CoreMotion updates in background state

Parrots picture Parrots · Nov 19, 2013 · Viewed 17.1k times · Source

With the M7 chip in the latest iOS devices one can get programmatically notified as the user goes from stationary to running, walking, etc using CMMotionActivityManager. Stava and Runkeeper have both used this to auto-pause GPS polling (shut off the GPS antenna) when it detects the user isn't moving via the M7, and then re-enable GPS updates once they are moving again. It is able to do this while the app is in the background state, which is the key here.

The issue I run into while duplicating this functionality is that if I turn off GPS updates while my app is in the background I stop receiving activity updates, and can no longer detect when the user moves again via the M7 to turn the GPS back on.

If I leave the GPS running the whole time I'll continue to get movement updates from Core Motion the entire time the app is in the background.

I'm assuming they aren't playing white-noise or some other cheap trick to stay active. How did they go about this?

Answer

Mike Gottlieb picture Mike Gottlieb · Mar 21, 2014

RunKeeper actually does use the audio trick to stay awake. If you open up the app package and check their Info.plist you will see that it registers for the background audio mode. This is how they pull off periodic audio notifications of your distance, speed, and pace. It is also how they stay awake during your run while minimizing battery drain.

If you noticed that the Location Services icon (the triangle in the status bar) disappears completely while using RunKeeper then they definitely are not using any type of location tracking to accomplish background execution. Even activating geo-fences and significant location change monitoring would cause the Location Services icon to appear.

They also aren't using the M7 to stay awake because it doesn't work that way. An update from the M7-related CoreMotion APIs will not wake up your app from sleep. When they app does wake up they would be able to query the Motion Activity and Step history and maybe try to compute something, but I doubt it would be all that accurate.

Finally you should note that the Auto-pause APIs were introduced in iOS 6 before the release of the iPhone 5s and M7 chip. They are orthogonal concepts.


What you need to do =
When you print the records below, keep every word exact and leave out the images.

Data =
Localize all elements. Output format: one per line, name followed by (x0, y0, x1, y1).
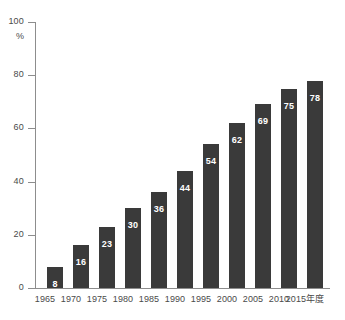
bar-group[interactable]: 78 (302, 22, 328, 288)
bar-group[interactable]: 23 (94, 22, 120, 288)
y-tick-mark (28, 128, 35, 129)
bar-value-label: 8 (42, 280, 68, 289)
bar[interactable] (307, 81, 323, 288)
bar-group[interactable]: 69 (250, 22, 276, 288)
y-axis-unit-label: % (0, 32, 24, 41)
bar-value-label: 75 (276, 102, 302, 111)
bar-group[interactable]: 54 (198, 22, 224, 288)
y-tick-mark (28, 75, 35, 76)
bar-value-label: 44 (172, 184, 198, 193)
bar-group[interactable]: 62 (224, 22, 250, 288)
bar-value-label: 69 (250, 117, 276, 126)
bar[interactable] (229, 123, 245, 288)
bar-value-label: 62 (224, 136, 250, 145)
bar-value-label: 16 (68, 258, 94, 267)
bar-group[interactable]: 8 (42, 22, 68, 288)
y-tick-mark (28, 288, 35, 289)
y-tick-label: 20 (0, 230, 24, 239)
bar-group[interactable]: 75 (276, 22, 302, 288)
x-axis-line (35, 288, 330, 289)
bar-group[interactable]: 36 (146, 22, 172, 288)
y-tick-mark (28, 22, 35, 23)
bar-value-label: 23 (94, 240, 120, 249)
bar-value-label: 54 (198, 157, 224, 166)
y-tick-label: 60 (0, 123, 24, 132)
plot-area: 816233036445462697578 (36, 22, 330, 288)
bar-chart: % 020406080100 816233036445462697578 196… (0, 0, 345, 320)
y-tick-mark (28, 235, 35, 236)
y-tick-label: 80 (0, 70, 24, 79)
y-tick-label: 0 (0, 283, 24, 292)
bar-value-label: 36 (146, 205, 172, 214)
y-tick-label: 40 (0, 177, 24, 186)
bar-group[interactable]: 44 (172, 22, 198, 288)
bar-value-label: 30 (120, 221, 146, 230)
bar[interactable] (281, 89, 297, 289)
x-axis-labels: 1965197019751980198519901995200020052010… (36, 294, 330, 310)
bar[interactable] (255, 104, 271, 288)
bar-group[interactable]: 30 (120, 22, 146, 288)
bar[interactable] (99, 227, 115, 288)
bar-group[interactable]: 16 (68, 22, 94, 288)
y-tick-mark (28, 182, 35, 183)
bar-value-label: 78 (302, 94, 328, 103)
x-tick-label: 2015年度 (282, 294, 328, 304)
y-tick-label: 100 (0, 17, 24, 26)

Output of the task =
Localize all elements. Output format: one per line, name followed by (x0, y0, x1, y1).
bar-group[interactable]: 78 (302, 22, 328, 288)
bar-group[interactable]: 23 (94, 22, 120, 288)
y-tick-mark (28, 128, 35, 129)
bar-value-label: 8 (42, 280, 68, 289)
bar[interactable] (307, 81, 323, 288)
bar-group[interactable]: 69 (250, 22, 276, 288)
y-axis-unit-label: % (0, 32, 24, 41)
bar-value-label: 75 (276, 102, 302, 111)
bar-group[interactable]: 54 (198, 22, 224, 288)
y-tick-mark (28, 75, 35, 76)
bar-value-label: 44 (172, 184, 198, 193)
bar-group[interactable]: 62 (224, 22, 250, 288)
bar-value-label: 69 (250, 117, 276, 126)
bar[interactable] (229, 123, 245, 288)
bar-value-label: 62 (224, 136, 250, 145)
bar-value-label: 16 (68, 258, 94, 267)
bar-group[interactable]: 8 (42, 22, 68, 288)
y-tick-mark (28, 288, 35, 289)
y-tick-label: 20 (0, 230, 24, 239)
bar-group[interactable]: 75 (276, 22, 302, 288)
x-axis-line (35, 288, 330, 289)
bar-group[interactable]: 36 (146, 22, 172, 288)
y-tick-mark (28, 22, 35, 23)
bar-value-label: 23 (94, 240, 120, 249)
bar-value-label: 54 (198, 157, 224, 166)
y-tick-label: 60 (0, 123, 24, 132)
plot-area: 816233036445462697578 (36, 22, 330, 288)
bar-chart: % 020406080100 816233036445462697578 196… (0, 0, 345, 320)
y-tick-mark (28, 235, 35, 236)
y-tick-label: 80 (0, 70, 24, 79)
y-tick-label: 0 (0, 283, 24, 292)
bar-value-label: 36 (146, 205, 172, 214)
y-tick-label: 40 (0, 177, 24, 186)
bar-group[interactable]: 44 (172, 22, 198, 288)
bar-value-label: 30 (120, 221, 146, 230)
bar[interactable] (281, 89, 297, 289)
x-axis-labels: 1965197019751980198519901995200020052010… (36, 294, 330, 310)
bar[interactable] (255, 104, 271, 288)
bar-group[interactable]: 30 (120, 22, 146, 288)
bar[interactable] (99, 227, 115, 288)
bar-group[interactable]: 16 (68, 22, 94, 288)
y-tick-mark (28, 182, 35, 183)
bar-value-label: 78 (302, 94, 328, 103)
x-tick-label: 2015年度 (282, 294, 328, 304)
y-tick-label: 100 (0, 17, 24, 26)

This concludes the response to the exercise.